For fall, Antonio Marras turned his headquarters in Milan into a dreamy garden filled with roses — and peppered with a few nymph-like models hidden in the rosebushes, embroidering and looking otherworldly.
“The rose is a wonderful flower, but here it’s wild, not tended by a gardener, as it grows on its own, climbing over the garments,” Marras said backstage.
Patchworks have long been a Marras signature, and this season the theme was further developed as he stitched the garments as if they had been “cut by the roses’ prickles.” He applied the rose motif on vintage jackets that he revisited, sketched it on silk evening slipdresses, and on suits that had a 1940s silhouette, and had it running down men’s cardigans and tailored pinstriped or evening jackets.
The embroideries, done by hand in his Alghero, Italy, atelier, are always exquisite and here they sparkled and decorated mannish shirts as well as light chiffon skirts, for example. The roses were also seen as prints on lovely and fluid evening dresses that had an aura of old Hollywood glamour. For fall, Marras added leopard print inserts on a burgundy coat or a men’s peacoat. Inlays, velvets, damasks and brocades alternated across parkas and kimonos.
“I am born a minimalist, but I get messy in the process,” he quipped, as he admitted he worked with shapes that are initially simple, transformed by his decorative embellishments.
Marras highlighted the Caragol bag whose name, in the dialect of Alghero, means snail. It will be immediately available for sale at the flagships in Milan, Florence, Rome and New York, as well as online.
A creative project should never be rushed or considered with a stopwatch, but this season Marras opted for a more edited collection compared with the past, and it was a successful move. The lineup was focused, each garment a singular proposition that allowed it to shine on its own while still being part of a cohesive vision, making the show enjoyable and uplifting.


▶ _TASK_
Please transcribe every record below exactly as written.

--- INPUT FOR THIS TASK Enclosed Below ---

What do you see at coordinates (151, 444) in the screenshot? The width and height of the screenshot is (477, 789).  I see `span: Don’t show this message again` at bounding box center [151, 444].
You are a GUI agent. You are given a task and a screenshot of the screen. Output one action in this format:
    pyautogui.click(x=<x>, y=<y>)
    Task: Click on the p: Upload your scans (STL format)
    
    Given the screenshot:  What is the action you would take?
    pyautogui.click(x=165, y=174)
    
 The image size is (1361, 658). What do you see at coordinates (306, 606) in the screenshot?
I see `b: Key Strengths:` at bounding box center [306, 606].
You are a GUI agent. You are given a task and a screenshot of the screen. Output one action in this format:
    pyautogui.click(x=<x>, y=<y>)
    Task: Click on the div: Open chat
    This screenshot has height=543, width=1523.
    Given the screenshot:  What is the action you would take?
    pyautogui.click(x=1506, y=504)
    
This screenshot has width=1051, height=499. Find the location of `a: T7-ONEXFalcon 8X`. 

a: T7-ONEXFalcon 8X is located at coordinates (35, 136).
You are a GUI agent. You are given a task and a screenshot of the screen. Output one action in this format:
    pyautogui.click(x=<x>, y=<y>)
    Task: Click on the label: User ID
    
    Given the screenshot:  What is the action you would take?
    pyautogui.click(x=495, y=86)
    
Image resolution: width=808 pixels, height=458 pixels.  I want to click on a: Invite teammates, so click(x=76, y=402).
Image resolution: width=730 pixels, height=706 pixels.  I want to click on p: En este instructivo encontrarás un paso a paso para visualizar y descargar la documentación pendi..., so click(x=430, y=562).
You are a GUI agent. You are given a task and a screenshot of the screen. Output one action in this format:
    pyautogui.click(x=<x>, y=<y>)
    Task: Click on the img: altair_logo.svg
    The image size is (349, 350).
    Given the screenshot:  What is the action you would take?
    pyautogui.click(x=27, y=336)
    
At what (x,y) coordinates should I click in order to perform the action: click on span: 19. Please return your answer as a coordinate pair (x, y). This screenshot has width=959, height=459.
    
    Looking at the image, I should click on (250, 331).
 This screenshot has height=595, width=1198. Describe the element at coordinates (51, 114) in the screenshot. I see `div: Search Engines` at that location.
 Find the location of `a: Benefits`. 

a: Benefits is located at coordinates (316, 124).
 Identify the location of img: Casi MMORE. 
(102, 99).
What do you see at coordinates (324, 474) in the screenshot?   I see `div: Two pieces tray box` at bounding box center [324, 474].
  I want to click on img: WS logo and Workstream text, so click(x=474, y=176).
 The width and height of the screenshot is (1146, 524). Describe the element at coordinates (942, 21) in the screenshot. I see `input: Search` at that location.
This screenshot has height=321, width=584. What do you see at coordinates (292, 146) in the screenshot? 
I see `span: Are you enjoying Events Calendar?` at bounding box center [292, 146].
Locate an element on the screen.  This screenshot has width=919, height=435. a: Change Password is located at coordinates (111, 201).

--- End of Enclosed INPUT FOR THIS TASK ---

▶ _COMPLETED EXERCISE_
What do you see at coordinates (151, 444) in the screenshot? The width and height of the screenshot is (477, 789).  I see `span: Don’t show this message again` at bounding box center [151, 444].
You are a GUI agent. You are given a task and a screenshot of the screen. Output one action in this format:
    pyautogui.click(x=<x>, y=<y>)
    Task: Click on the p: Upload your scans (STL format)
    
    Given the screenshot:  What is the action you would take?
    pyautogui.click(x=165, y=174)
    
 The image size is (1361, 658). What do you see at coordinates (306, 606) in the screenshot?
I see `b: Key Strengths:` at bounding box center [306, 606].
You are a GUI agent. You are given a task and a screenshot of the screen. Output one action in this format:
    pyautogui.click(x=<x>, y=<y>)
    Task: Click on the div: Open chat
    This screenshot has height=543, width=1523.
    Given the screenshot:  What is the action you would take?
    pyautogui.click(x=1506, y=504)
    
This screenshot has width=1051, height=499. Find the location of `a: T7-ONEXFalcon 8X`. 

a: T7-ONEXFalcon 8X is located at coordinates (35, 136).
You are a GUI agent. You are given a task and a screenshot of the screen. Output one action in this format:
    pyautogui.click(x=<x>, y=<y>)
    Task: Click on the label: User ID
    
    Given the screenshot:  What is the action you would take?
    pyautogui.click(x=495, y=86)
    
Image resolution: width=808 pixels, height=458 pixels.  I want to click on a: Invite teammates, so click(x=76, y=402).
Image resolution: width=730 pixels, height=706 pixels.  I want to click on p: En este instructivo encontrarás un paso a paso para visualizar y descargar la documentación pendi..., so click(x=430, y=562).
You are a GUI agent. You are given a task and a screenshot of the screen. Output one action in this format:
    pyautogui.click(x=<x>, y=<y>)
    Task: Click on the img: altair_logo.svg
    The image size is (349, 350).
    Given the screenshot:  What is the action you would take?
    pyautogui.click(x=27, y=336)
    
At what (x,y) coordinates should I click in order to perform the action: click on span: 19. Please return your answer as a coordinate pair (x, y). This screenshot has width=959, height=459.
    
    Looking at the image, I should click on (250, 331).
 This screenshot has height=595, width=1198. Describe the element at coordinates (51, 114) in the screenshot. I see `div: Search Engines` at that location.
 Find the location of `a: Benefits`. 

a: Benefits is located at coordinates (316, 124).
 Identify the location of img: Casi MMORE. 
(102, 99).
What do you see at coordinates (324, 474) in the screenshot?   I see `div: Two pieces tray box` at bounding box center [324, 474].
  I want to click on img: WS logo and Workstream text, so click(x=474, y=176).
 The width and height of the screenshot is (1146, 524). Describe the element at coordinates (942, 21) in the screenshot. I see `input: Search` at that location.
This screenshot has height=321, width=584. What do you see at coordinates (292, 146) in the screenshot? 
I see `span: Are you enjoying Events Calendar?` at bounding box center [292, 146].
Locate an element on the screen.  This screenshot has width=919, height=435. a: Change Password is located at coordinates (111, 201).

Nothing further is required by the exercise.